Character counts, Dan Meers, who makes a living wearing a wolf costume and acting silly, told about 100 Iola fifth-graders Wednesday evening.
Meers, better known as Kansas City Chiefs mascot K.C. Wolf, was the featured attraction at USD 257’s annual D.A.R.E. (Drug Abuse Resistance Education) graduation.
He bounded onto the Bowlus Fine Arts Center stage amid hoops and hollers, dashed into the audience to give kids a hug or high five, before finally getting serious.
“Your life is like a coin,” Meers said. “You can spend it however you wish, but spend it wisely. Someday you’ll look back and you don’t want to have any regrets.”
The ABCs of success, Meers said, are attitude, behavior and character.
“Attitude is a checkup from the neck up,” he said. “Those who succeed have a positive attitude. It’s developed by how you think.
“Your thoughts determine your behavior,” Meers continued. “You can be a buzzard or a bee. A buzzard looks for dead animals to eat,” while “bees look for honey. You always find what you look for, and it’s just as easy to look for good things in people as it is the bad.”
People who succeed have a common denominator of making character a high priority, he concluded.
“Character is who you really are. My mom and dad always told me that if you take care of your character, your reputation —what other people think of you — will take of itself.
“Bad company corrupts good character, so choose your friends wisely. Make good choices, and good things will happen to you.”
Being a mascot covers the past 27 years of Meers’ life.
He was the Missouri University Tiger in college, spent a year performing in Busch Stadium in a bird outfit for the St. Louis Cardinals and for the past 22 years has been K.C. Wolf.
“Old mascots never die, they just smell that way,” Meers said with a giggle in explaining how even a summer outfit made of mesh quickly raised a sweat when he was sequestered inside.
In a much-awaited portion of Meers’ presentation, he called Nic Zimmerman, a Jefferson Elementary fifth-grader, to the stage. With animated cooperation, Meers showed how he dressed before games and appearances by putting the costume on young Zimmerman.
“I think I’ve found my successor,” Meers said, as Zimmerman gyrated and took a bow.
D.A.R.E. instructor Mike Ford led the fifth-graders in the D.A.R.E. dance, accompanied by Aretha Franklin’s “Respect,” and diplomas were awarded.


> **WHAT NEEDS TO BE DONE**
Keeping every word and mark, copy all of the data.

> **SUPPLIED DATA**
*** Begin section ***

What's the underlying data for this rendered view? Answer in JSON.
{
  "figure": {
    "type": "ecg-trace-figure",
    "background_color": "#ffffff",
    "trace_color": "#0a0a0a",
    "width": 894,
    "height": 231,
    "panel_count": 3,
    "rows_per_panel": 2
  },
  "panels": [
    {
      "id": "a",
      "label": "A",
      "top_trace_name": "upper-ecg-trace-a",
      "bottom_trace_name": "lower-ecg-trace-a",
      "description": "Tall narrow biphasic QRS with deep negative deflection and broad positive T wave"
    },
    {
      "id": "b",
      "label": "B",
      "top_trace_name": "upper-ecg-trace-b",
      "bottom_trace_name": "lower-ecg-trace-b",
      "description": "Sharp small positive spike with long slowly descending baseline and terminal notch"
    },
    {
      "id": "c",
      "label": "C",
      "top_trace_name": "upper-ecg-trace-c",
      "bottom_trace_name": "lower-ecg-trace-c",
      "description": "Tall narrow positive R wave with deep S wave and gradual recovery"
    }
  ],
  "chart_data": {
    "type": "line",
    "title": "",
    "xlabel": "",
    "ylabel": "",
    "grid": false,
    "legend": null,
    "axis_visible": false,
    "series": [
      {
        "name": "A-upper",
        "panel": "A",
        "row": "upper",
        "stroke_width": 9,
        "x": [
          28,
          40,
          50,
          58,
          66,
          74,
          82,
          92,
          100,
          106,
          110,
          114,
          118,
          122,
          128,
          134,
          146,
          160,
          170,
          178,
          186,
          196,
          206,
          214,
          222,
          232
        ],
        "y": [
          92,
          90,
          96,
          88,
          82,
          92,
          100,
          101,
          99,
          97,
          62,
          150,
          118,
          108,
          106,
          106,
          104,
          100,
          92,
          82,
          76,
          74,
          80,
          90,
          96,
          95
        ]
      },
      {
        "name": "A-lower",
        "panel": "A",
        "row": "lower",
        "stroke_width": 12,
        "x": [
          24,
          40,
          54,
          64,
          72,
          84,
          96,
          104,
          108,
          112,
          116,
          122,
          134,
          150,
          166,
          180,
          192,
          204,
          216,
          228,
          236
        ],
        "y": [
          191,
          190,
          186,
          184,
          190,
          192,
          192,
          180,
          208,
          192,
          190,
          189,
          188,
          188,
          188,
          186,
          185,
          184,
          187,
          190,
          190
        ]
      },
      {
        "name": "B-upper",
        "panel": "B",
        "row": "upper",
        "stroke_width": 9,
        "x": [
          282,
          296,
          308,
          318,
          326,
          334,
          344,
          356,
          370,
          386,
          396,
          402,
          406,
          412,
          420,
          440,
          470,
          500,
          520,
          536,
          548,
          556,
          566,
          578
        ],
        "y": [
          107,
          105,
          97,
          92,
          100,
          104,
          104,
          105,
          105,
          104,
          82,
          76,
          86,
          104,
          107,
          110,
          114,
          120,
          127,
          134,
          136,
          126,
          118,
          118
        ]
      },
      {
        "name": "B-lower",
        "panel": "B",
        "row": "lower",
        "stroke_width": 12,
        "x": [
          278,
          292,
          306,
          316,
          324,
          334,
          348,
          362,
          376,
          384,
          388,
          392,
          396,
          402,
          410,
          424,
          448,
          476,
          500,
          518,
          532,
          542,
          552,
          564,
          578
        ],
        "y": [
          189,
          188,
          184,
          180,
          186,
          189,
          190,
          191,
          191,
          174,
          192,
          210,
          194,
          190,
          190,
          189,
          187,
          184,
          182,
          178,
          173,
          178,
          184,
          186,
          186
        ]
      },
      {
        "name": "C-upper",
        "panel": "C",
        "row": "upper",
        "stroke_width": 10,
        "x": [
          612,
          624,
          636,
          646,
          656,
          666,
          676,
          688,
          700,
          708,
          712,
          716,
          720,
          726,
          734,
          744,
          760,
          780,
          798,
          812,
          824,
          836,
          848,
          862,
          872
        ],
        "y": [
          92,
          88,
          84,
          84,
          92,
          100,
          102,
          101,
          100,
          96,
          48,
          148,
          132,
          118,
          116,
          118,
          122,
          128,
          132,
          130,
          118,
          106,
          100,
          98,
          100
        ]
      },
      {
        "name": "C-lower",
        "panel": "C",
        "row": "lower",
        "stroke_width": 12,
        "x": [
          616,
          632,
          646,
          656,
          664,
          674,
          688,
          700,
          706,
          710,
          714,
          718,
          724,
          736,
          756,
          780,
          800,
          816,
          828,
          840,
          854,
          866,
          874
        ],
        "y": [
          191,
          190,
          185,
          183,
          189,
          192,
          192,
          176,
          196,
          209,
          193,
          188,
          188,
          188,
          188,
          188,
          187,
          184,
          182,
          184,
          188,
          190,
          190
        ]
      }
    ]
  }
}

*** End section ***

> **ANSWER TO THE EXERCISE**
What's the underlying data for this rendered view? Answer in JSON.
{
  "figure": {
    "type": "ecg-trace-figure",
    "background_color": "#ffffff",
    "trace_color": "#0a0a0a",
    "width": 894,
    "height": 231,
    "panel_count": 3,
    "rows_per_panel": 2
  },
  "panels": [
    {
      "id": "a",
      "label": "A",
      "top_trace_name": "upper-ecg-trace-a",
      "bottom_trace_name": "lower-ecg-trace-a",
      "description": "Tall narrow biphasic QRS with deep negative deflection and broad positive T wave"
    },
    {
      "id": "b",
      "label": "B",
      "top_trace_name": "upper-ecg-trace-b",
      "bottom_trace_name": "lower-ecg-trace-b",
      "description": "Sharp small positive spike with long slowly descending baseline and terminal notch"
    },
    {
      "id": "c",
      "label": "C",
      "top_trace_name": "upper-ecg-trace-c",
      "bottom_trace_name": "lower-ecg-trace-c",
      "description": "Tall narrow positive R wave with deep S wave and gradual recovery"
    }
  ],
  "chart_data": {
    "type": "line",
    "title": "",
    "xlabel": "",
    "ylabel": "",
    "grid": false,
    "legend": null,
    "axis_visible": false,
    "series": [
      {
        "name": "A-upper",
        "panel": "A",
        "row": "upper",
        "stroke_width": 9,
        "x": [
          28,
          40,
          50,
          58,
          66,
          74,
          82,
          92,
          100,
          106,
          110,
          114,
          118,
          122,
          128,
          134,
          146,
          160,
          170,
          178,
          186,
          196,
          206,
          214,
          222,
          232
        ],
        "y": [
          92,
          90,
          96,
          88,
          82,
          92,
          100,
          101,
          99,
          97,
          62,
          150,
          118,
          108,
          106,
          106,
          104,
          100,
          92,
          82,
          76,
          74,
          80,
          90,
          96,
          95
        ]
      },
      {
        "name": "A-lower",
        "panel": "A",
        "row": "lower",
        "stroke_width": 12,
        "x": [
          24,
          40,
          54,
          64,
          72,
          84,
          96,
          104,
          108,
          112,
          116,
          122,
          134,
          150,
          166,
          180,
          192,
          204,
          216,
          228,
          236
        ],
        "y": [
          191,
          190,
          186,
          184,
          190,
          192,
          192,
          180,
          208,
          192,
          190,
          189,
          188,
          188,
          188,
          186,
          185,
          184,
          187,
          190,
          190
        ]
      },
      {
        "name": "B-upper",
        "panel": "B",
        "row": "upper",
        "stroke_width": 9,
        "x": [
          282,
          296,
          308,
          318,
          326,
          334,
          344,
          356,
          370,
          386,
          396,
          402,
          406,
          412,
          420,
          440,
          470,
          500,
          520,
          536,
          548,
          556,
          566,
          578
        ],
        "y": [
          107,
          105,
          97,
          92,
          100,
          104,
          104,
          105,
          105,
          104,
          82,
          76,
          86,
          104,
          107,
          110,
          114,
          120,
          127,
          134,
          136,
          126,
          118,
          118
        ]
      },
      {
        "name": "B-lower",
        "panel": "B",
        "row": "lower",
        "stroke_width": 12,
        "x": [
          278,
          292,
          306,
          316,
          324,
          334,
          348,
          362,
          376,
          384,
          388,
          392,
          396,
          402,
          410,
          424,
          448,
          476,
          500,
          518,
          532,
          542,
          552,
          564,
          578
        ],
        "y": [
          189,
          188,
          184,
          180,
          186,
          189,
          190,
          191,
          191,
          174,
          192,
          210,
          194,
          190,
          190,
          189,
          187,
          184,
          182,
          178,
          173,
          178,
          184,
          186,
          186
        ]
      },
      {
        "name": "C-upper",
        "panel": "C",
        "row": "upper",
        "stroke_width": 10,
        "x": [
          612,
          624,
          636,
          646,
          656,
          666,
          676,
          688,
          700,
          708,
          712,
          716,
          720,
          726,
          734,
          744,
          760,
          780,
          798,
          812,
          824,
          836,
          848,
          862,
          872
        ],
        "y": [
          92,
          88,
          84,
          84,
          92,
          100,
          102,
          101,
          100,
          96,
          48,
          148,
          132,
          118,
          116,
          118,
          122,
          128,
          132,
          130,
          118,
          106,
          100,
          98,
          100
        ]
      },
      {
        "name": "C-lower",
        "panel": "C",
        "row": "lower",
        "stroke_width": 12,
        "x": [
          616,
          632,
          646,
          656,
          664,
          674,
          688,
          700,
          706,
          710,
          714,
          718,
          724,
          736,
          756,
          780,
          800,
          816,
          828,
          840,
          854,
          866,
          874
        ],
        "y": [
          191,
          190,
          185,
          183,
          189,
          192,
          192,
          176,
          196,
          209,
          193,
          188,
          188,
          188,
          188,
          188,
          187,
          184,
          182,
          184,
          188,
          190,
          190
        ]
      }
    ]
  }
}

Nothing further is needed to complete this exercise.